- Conference
- 2004 National Black Members' Conference
- Date
- 28 October 2003
- Decision
- Carried
Forty eight per cent of ‘stop and search’ incidents in the County of Northamptonshire involve black people; less than two per cent of these incidents actually result in an arrest. This means that, despite the requirements of “reasonable grounds for suspicion”, seven out of eight of those searched are doing nothing wrong.
Stop and search figures for black people in Northamptonshire increased again from 39 per 1000 of population (2000/1) to 48 per 1000 (2001/2002). This compares with a rate of 10 per cent per 1000 for white people (in both years). The rate of stop and search for black people was therefore nearly five times higher than for whites and the comparison is increasing.
Nationally stop and search rates for black people also rose between 2000/2001 to 2001/2002 from 86 to 106 per 1000 population, whilst the rate remained the same for whites, at 13 per thousand. The difference between the treatment of black and white is also expanding.
Professor Marian Fitzgerald of the London School of Economics points out, in general “black people are more likely to be stopped then white people, more likely to be searched than white people, though they are no more likely subsequently to be arrested”.
However, we would argue that if you concentrate police power on certain groups, you will arrest more of those groups, and from the figure that group appears to the Black.
In 1999, the Stephen Lawrence/MacPherson Enquiry Report labelled the Metropolitan Police Force “institutionally racist”. It is clear, unease remains within the black community across the country. Undoubtedly, stop and search has been an enormous problem that has caused decades of strife between the black community and the police “says Lester Holloway, news editor of The Voice, a weekly newspaper aimed at the black community.
It is the considered view that the whole use of stop and search should now be seriously questioned as an effective or useful tool in the police’s array of powers. The evidence that it is effective in reducing or detecting crime is, to say the least, very weak, whilst its discriminatory and disproportionate rates of stop and search need to be unambiguously justified on non racial grounds.
In addition, under the Human Rights Act, such police powers need to be proportionate in respect of the aim they seek to meet. We are now of the view that stop and search powers cannot be justified, nor are they equally applied.
Overwhelmingly those stopped and searched are predominantly innocent of any crime and the disproportionate adverse affect on black communities is seriously undermining confidence in policing and good race relations.
The recent BBC documentary The Secret Policeman broadcast on Wednesday 22nd October 2003 showed quite clearly that little progress has been made in ensuring that potentially racist recruits to the Greater Manchester, North Wales and Metropolitan Police Forces are prevented from becoming ‘beat officers’.
Conference calls upon the National Black Members’ Committee to work through its links with the National Executive Council to lobby the Home Secretary and the Government to:
1) provide the proven justification for its continued use in Northamptonshire
backed up by unambiguous independent evidence and/or its total use should cease immediately;
2) review the data that demonstrates its effectiveness as a fair and equitable tool in terms of law enforcement across the country and in particular within the black community;
3) work with the Commission for Race Equality to proactively look at how the stop and search process can be more effectively and fairly applied in the black community;
4) develop links and a nationally available database of approved national civil rights organisations that local and regional black members groups can work with to provide awareness of the rights of community members when dealing with the police in stop and search situations;
5) develop a partnership through the Trades Union Congress (TUC) and other related bodies to create closer links with black police support staffs who are UNISON members;
6) work with local UNISON police support staff branches to raise the profile of the potential benefits to developing black members self-organised groups in their branches;
7) work with regional black members’ committees to develop a strategy for developing links through the black police support members to any local black police officer association.
UNISON can and should be playing a more active role in fighting for civil justice within the black community: many of its black members have either personal experience of ‘racially motivated’ police contact, experience of ‘death in custody’ incidents such as the Sylvester family or inadequate policing as experienced by the Reel, McGowan and Lawrence families or know someone who has been a victim of an unfair and unjustified stop and search.
UNISON black members say stop this unfair treatment of our young men in their communities.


| What to work on |
Gather all lines with "figure" from the records.

Provided material below:

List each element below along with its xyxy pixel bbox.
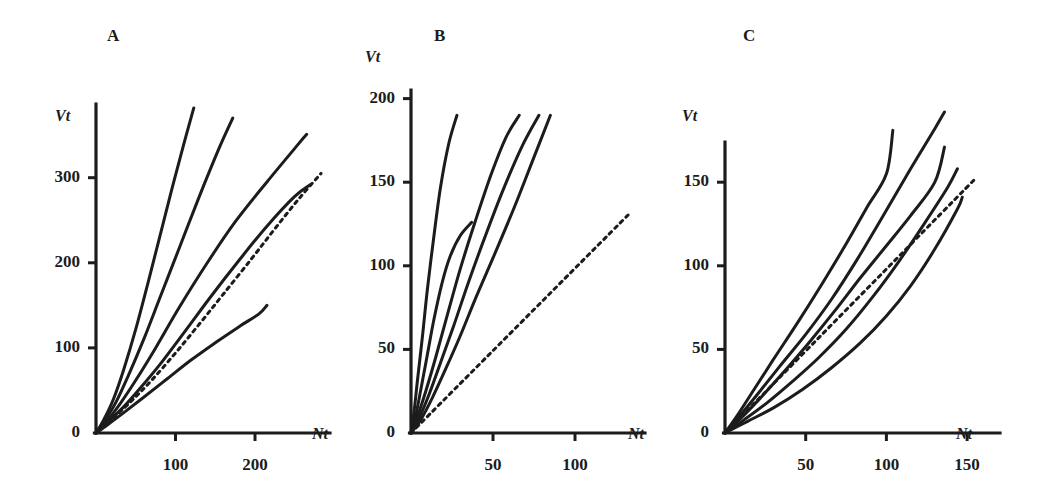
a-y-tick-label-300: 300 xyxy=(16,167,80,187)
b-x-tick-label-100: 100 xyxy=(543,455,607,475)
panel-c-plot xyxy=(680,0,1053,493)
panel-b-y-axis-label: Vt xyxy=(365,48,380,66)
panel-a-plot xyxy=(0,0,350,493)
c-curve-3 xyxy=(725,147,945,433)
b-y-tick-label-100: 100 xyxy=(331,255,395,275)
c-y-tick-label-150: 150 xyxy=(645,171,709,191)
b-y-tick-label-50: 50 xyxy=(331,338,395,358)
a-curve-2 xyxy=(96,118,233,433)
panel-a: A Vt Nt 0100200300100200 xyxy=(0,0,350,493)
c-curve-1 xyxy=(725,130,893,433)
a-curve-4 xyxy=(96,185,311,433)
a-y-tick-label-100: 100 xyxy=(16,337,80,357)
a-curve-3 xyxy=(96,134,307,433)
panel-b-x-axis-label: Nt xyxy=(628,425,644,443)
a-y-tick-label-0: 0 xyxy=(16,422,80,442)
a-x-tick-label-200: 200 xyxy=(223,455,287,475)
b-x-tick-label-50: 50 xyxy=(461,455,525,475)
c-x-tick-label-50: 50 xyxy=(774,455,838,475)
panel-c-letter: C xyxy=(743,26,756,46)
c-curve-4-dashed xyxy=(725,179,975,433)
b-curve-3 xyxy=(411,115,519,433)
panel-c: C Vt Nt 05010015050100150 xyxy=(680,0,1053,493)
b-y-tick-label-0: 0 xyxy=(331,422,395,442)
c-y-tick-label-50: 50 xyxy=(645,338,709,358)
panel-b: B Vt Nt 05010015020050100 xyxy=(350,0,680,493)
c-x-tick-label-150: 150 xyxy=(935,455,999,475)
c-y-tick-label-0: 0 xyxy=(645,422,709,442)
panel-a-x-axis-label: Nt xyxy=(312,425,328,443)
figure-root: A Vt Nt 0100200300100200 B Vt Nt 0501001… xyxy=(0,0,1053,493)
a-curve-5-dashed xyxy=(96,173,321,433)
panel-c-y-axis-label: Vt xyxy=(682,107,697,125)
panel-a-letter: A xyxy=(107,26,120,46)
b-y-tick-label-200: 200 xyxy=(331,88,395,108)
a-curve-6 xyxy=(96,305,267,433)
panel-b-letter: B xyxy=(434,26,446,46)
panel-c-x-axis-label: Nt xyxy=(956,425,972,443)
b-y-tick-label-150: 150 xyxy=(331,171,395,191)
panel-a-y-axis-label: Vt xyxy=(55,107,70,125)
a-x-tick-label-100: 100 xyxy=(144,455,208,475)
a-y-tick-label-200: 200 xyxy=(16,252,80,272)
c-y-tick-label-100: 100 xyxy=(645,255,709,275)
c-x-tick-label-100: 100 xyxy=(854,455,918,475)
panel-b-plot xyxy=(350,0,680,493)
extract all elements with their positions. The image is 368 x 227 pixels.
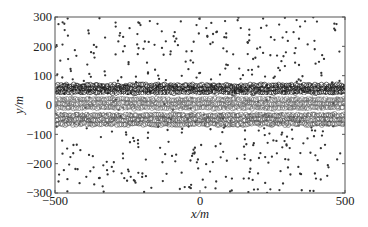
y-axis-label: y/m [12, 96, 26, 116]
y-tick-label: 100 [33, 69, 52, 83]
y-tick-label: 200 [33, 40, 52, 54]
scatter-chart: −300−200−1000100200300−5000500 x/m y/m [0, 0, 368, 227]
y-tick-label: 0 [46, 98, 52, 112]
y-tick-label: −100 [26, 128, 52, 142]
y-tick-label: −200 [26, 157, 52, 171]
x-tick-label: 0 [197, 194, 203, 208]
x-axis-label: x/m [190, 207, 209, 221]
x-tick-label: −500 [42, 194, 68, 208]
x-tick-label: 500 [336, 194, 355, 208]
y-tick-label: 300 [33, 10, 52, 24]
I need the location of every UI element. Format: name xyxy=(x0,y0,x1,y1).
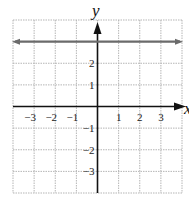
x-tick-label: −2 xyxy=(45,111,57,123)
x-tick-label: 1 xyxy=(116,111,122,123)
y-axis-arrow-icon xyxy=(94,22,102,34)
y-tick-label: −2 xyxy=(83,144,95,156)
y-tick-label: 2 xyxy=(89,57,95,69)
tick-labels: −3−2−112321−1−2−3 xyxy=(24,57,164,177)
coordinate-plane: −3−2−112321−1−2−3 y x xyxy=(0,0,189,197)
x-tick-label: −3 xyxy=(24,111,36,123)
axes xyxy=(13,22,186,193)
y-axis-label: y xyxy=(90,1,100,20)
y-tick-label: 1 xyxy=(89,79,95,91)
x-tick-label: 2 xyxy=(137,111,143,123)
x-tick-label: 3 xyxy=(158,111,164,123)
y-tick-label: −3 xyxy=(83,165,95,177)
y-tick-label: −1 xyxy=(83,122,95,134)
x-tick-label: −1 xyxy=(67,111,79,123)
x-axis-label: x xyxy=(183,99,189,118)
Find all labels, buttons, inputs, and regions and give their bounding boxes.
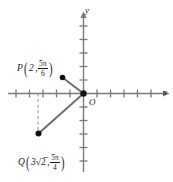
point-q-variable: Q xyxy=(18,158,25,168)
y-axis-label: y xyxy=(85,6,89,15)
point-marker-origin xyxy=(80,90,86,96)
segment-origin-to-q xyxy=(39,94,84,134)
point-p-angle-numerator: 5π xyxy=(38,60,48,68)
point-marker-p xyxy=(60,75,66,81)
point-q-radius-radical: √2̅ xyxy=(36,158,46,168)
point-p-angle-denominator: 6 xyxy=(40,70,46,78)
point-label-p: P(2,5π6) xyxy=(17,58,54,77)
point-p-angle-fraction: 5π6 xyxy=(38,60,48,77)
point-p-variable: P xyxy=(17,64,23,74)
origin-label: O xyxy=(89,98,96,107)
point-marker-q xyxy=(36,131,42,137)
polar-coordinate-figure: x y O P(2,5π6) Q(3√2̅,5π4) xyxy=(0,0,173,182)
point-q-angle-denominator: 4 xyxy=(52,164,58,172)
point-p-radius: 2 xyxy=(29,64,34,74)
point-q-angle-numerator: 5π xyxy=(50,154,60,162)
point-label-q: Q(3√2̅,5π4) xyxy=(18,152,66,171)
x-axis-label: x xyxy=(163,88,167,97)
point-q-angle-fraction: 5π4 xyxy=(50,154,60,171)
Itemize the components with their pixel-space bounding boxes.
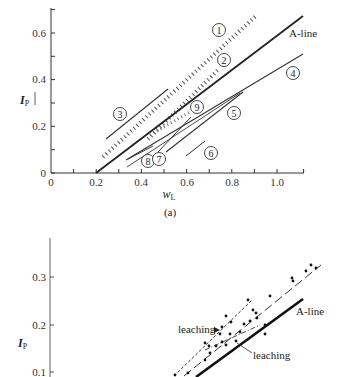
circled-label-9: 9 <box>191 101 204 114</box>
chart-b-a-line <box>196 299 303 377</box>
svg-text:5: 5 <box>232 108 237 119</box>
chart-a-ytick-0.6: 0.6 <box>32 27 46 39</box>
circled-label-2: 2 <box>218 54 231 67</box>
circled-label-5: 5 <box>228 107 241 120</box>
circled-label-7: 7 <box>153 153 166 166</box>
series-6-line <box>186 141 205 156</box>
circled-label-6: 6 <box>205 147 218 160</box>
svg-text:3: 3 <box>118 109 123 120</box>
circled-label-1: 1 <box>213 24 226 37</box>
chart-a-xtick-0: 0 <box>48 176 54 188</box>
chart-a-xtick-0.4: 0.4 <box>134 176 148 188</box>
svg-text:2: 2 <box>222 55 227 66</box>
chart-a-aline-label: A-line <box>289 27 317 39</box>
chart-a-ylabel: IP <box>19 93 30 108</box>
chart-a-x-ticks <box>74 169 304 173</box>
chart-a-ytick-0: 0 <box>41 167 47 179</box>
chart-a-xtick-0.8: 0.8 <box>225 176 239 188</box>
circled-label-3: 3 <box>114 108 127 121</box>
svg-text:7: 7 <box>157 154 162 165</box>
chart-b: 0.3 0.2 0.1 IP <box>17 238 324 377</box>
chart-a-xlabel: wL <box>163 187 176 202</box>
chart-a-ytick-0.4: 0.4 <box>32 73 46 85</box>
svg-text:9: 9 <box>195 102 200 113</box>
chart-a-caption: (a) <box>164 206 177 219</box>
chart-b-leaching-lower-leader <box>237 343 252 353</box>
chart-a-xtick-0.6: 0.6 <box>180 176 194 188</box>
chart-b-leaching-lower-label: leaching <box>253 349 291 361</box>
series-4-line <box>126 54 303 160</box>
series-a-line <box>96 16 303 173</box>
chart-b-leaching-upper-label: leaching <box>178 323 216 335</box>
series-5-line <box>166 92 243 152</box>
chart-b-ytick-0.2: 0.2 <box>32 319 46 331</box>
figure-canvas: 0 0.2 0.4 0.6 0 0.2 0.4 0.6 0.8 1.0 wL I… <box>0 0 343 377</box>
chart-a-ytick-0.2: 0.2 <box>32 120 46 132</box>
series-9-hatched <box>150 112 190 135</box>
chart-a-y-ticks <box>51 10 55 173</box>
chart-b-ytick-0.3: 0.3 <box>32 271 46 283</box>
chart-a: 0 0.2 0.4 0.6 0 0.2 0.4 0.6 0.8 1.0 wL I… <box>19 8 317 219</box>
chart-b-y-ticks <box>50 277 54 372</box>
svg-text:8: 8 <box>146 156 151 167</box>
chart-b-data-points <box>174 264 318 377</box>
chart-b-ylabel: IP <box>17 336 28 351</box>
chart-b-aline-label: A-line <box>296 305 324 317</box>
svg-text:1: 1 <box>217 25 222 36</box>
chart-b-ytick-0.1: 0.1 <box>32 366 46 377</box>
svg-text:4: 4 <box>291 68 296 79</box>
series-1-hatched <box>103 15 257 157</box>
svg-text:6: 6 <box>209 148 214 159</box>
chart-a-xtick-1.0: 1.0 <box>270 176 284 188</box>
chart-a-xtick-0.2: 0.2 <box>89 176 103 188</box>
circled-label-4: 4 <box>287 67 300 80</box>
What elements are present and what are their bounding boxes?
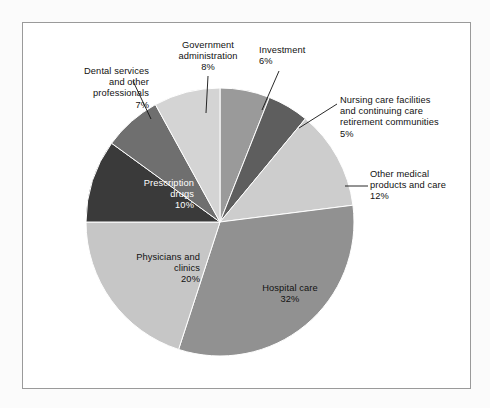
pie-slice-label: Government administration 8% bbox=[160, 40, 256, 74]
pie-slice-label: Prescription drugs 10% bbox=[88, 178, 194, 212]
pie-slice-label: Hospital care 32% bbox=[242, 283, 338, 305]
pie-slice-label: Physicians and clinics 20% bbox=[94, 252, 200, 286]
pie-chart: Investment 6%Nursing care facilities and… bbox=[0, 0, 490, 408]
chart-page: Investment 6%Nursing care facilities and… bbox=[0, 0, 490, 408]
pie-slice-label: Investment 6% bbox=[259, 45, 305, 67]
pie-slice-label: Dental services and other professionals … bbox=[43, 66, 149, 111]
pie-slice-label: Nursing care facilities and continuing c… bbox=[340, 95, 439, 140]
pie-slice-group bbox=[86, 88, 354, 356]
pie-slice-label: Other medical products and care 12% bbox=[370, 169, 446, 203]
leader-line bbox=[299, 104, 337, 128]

End of Provided material.

| Exercise response |
figure-root: A Vt Nt 0100200300100200 B Vt Nt 0501001… xyxy=(0,0,1053,493)
polar-coordinate-figure: x y O P(2,5π6) Q(3√2̅,5π4) xyxy=(0,0,173,182)
figure-canvas: 0 0.2 0.4 0.6 0 0.2 0.4 0.6 0.8 1.0 wL I… <box>0 0 343 377</box>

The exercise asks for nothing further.